As a nice footnote, it’s worth mentioning that Crimson Desert is currently the final disc-based release I bought on day one. I’m absolutely proud of that fact, as it feels almost ridiculous to say it, but nonetheless in the short time I’ve been playing, I feel like I’ve had value for money. Having done so much Game Passing over the last four years or so, to come in with a game that feels so startlingly modern by buying it in the most traditional way is yet another contradiction that upends any sense of dull equilibrium around Crimson Desert. In a grander view, it feels like the 30-year tradition of the MMO being crystalised back into single player with a triumphant array of content and systems re-tooled for solo, and perhaps its air of freshness is down to my lack of MMO play. But to compare it to another new release, Bungie’s Marathon, we find that after a week, Crimson Desert looks to have double the sales.
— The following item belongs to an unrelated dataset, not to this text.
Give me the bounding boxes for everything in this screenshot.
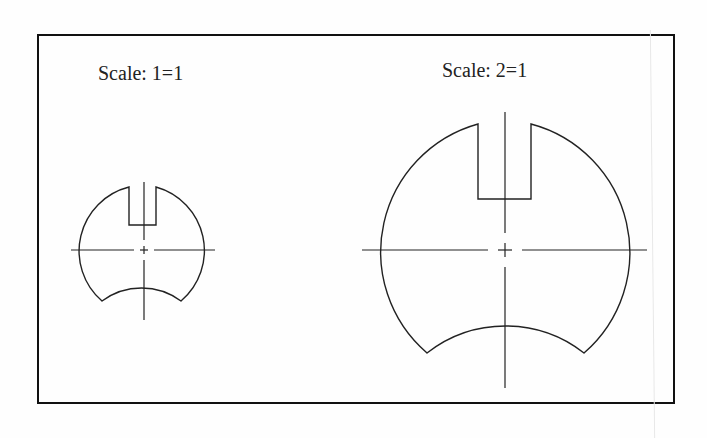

Marathon’s beautifully bold visual style and infographic design sings to me like the fawning Designers Republic fanboy I really am, but its multiplayer focus kills any enthusiasm dead. And that’s the tragedy of Marathon as the service game’s potential terminus; gimme a service game for single player and I might put years into that shit too. Crimson Desert works as an illustration of sorts for how that might look after a couple of years. Those piles of systems feel like an MMO after a shitload of content updates, with the crowded control methods betraying how they had to be crowbarred into a gamepad setup. But at the same time, it suggests what could be possible. The world is the star here, and you can always add characters to the world if you’re not hell-bent on changing it forever with some terribly impactful and important story. Instead, consider my creaky desires for Cyberpunk - to be a container of biographies, not narratives. No AAA game has come closer to fulfilling that dream than Crimson Desert, for it would seem so easy to make new playable characters and drop them, literally from the heavens, into its world of bonkers-grade environment and systems. And what a world it is! I sincerely hope the content updates don’t spoil the magic by shackling the player back into main-story orthodoxy, as suggested by comments from a shareholder call. I hope the game is simply too wild to be constrained by such a thing, but if that does ever happen, at least we had that time where Crimson Desert felt as wild and as free as the world it gave you.
[21]
Look, if it was acceptable to use every single button to put a suppressor on a pistol in MGS3, then it’s acceptable for to use every single button to move a block in Crimson Desert.